The actress greets the surprise success of "The House of Mirth" with measured diffidence.

"It was two summers ago when we shot this," she offhandedly explains. "You kind of put something to sleep in your head afterwards. It's a period film. It's serious. You don't know if anyone is even going to care that it exists."

With equal cool, she chooses not to see her award-winning performance as Edith Wharton's Lily Bart in terms of a transformative career shift.

Others may have viewed Anderson as an upstart TV performer, but training at the Goodman Theatre in Chicago, her home town, and England's National Theatre has left her quietly assured of her abilities.

Nor does she make any apologies for her signature role as Agent Scully.

"I have no issue with Scully," she says. "It's the other stuff that's hard to watch -- the parts without any substance. It's hard to see oneself exposing oneself for nothing."

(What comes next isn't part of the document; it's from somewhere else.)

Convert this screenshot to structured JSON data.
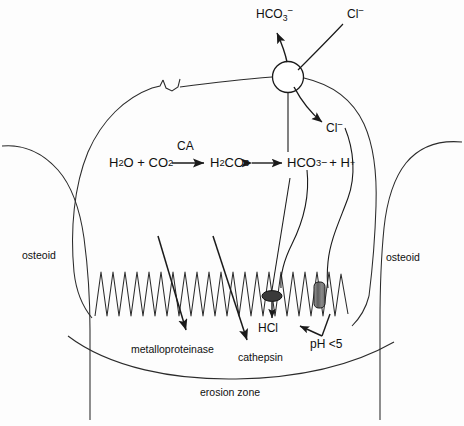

Anderson's wary intensity pays unexpected dividends as Lily, the weak-winged social butterfly in "The House of Mirth." The heroine is a lovely and sociable young woman in 1906 Manhattan. Lacking in family connections and independent income, she's pampered by society friends who see her as a suitable mate for one of the era's rising tycoons.

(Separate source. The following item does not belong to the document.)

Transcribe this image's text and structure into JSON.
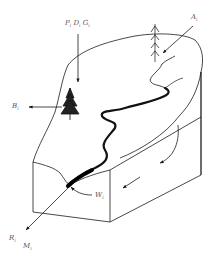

Lily's poignant, fatal illusion is that she naturally belongs to this privileged class. Claiming the same freedom and entitlement as her wealthy friends (Laura Linney, Elizabeth McGovern), she spurns a moneyless soul mate (Eric Stoltz) and several rich but unattractive admirers with equal airiness.

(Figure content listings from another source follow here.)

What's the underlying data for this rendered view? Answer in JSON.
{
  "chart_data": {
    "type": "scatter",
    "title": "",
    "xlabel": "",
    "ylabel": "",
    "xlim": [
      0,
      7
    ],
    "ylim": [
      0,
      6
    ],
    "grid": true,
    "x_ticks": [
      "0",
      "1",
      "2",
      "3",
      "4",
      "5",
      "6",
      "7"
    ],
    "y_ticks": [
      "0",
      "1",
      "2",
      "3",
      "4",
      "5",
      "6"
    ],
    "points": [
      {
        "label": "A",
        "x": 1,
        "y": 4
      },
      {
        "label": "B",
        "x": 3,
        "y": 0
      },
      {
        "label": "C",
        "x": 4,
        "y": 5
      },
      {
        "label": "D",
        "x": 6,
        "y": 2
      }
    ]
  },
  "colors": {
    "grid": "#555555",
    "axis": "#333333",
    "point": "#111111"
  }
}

"She's very good at the game," Anderson explains matter-of-factly. "She can't help herself. She has finer tastes than she can afford. Somewhere in her mind she imagines that she'll fall in love with some fabulous man who's also fabulously wealthy."

When Lily is unfairly stained by scandal, the earth opens up beneath her. Davies' film relentlessly tracks her desperate attempts to cling to honor and dignity as an unforgiving social machinery begins to chew her up.

In the early scenes, Anderson's maturity and force seem imperfectly fitted to her heedless young character. But she makes an increasingly potent impression as Lily's bitter education proceeds. The role engages the actress' own well-known feminist convictions in complex ways.

More than director Davies or co-star Linney, who viewed Lily's tale as timeless, Anderson focused on the female situation in Wharton's day and the "terrible consequences" awaiting the slightest misstep. But her Lily is more than a victim.

"I remembered the book as poor Lily Bart, the one who was wronged," she admits. Preparing for the film, she came to a more sophisticated view of Wharton's doomed darling.

"She was a participant in her own ruin," Anderson now sees. "She was part of the social nastiness that brought her down."

Crucially, Lily obtains certain letters that would redeem her reputation and expose the false friend who slandered her. But will she use them?

A tremor of emotion ripples through Anderson's description of Lily's "human dilemma. She's tired of all the falseness, but she can't quite bring herself to do one thing or the other. She can't humble herself. She can't take action. She's afraid, afraid, afraid."

Stepping back to a more detached perspective, she notes: "It's a challenge showing all this, because it takes place mostly in Lily's head. The blessing is that Edith Wharton lays out the story so clearly that her actions and choices tell you everything you need to know."

Anderson wryly grants that Lily's extraordinary dramatic arc is a departure from the fixed position of her "X-Files" heroine. Through some 150 episodes, Scully had to be re-introduced to the idea of trans-natural phenomena all over again every week.

The newly reduced presence of co-star David Duchovny and his true believer Agent Mulder has freed up actress and character.

"It has shifted a bit," she concedes. "For seven years, Scully was a nonbeliever and, oops, all of a sudden in the eighth season she's the one who's saying, look what's there. But it means that she's more pro-active now. She's the one who can make things happen."

That husky, even voice can't quite conceal her satisfaction. "It's a great relief," she says.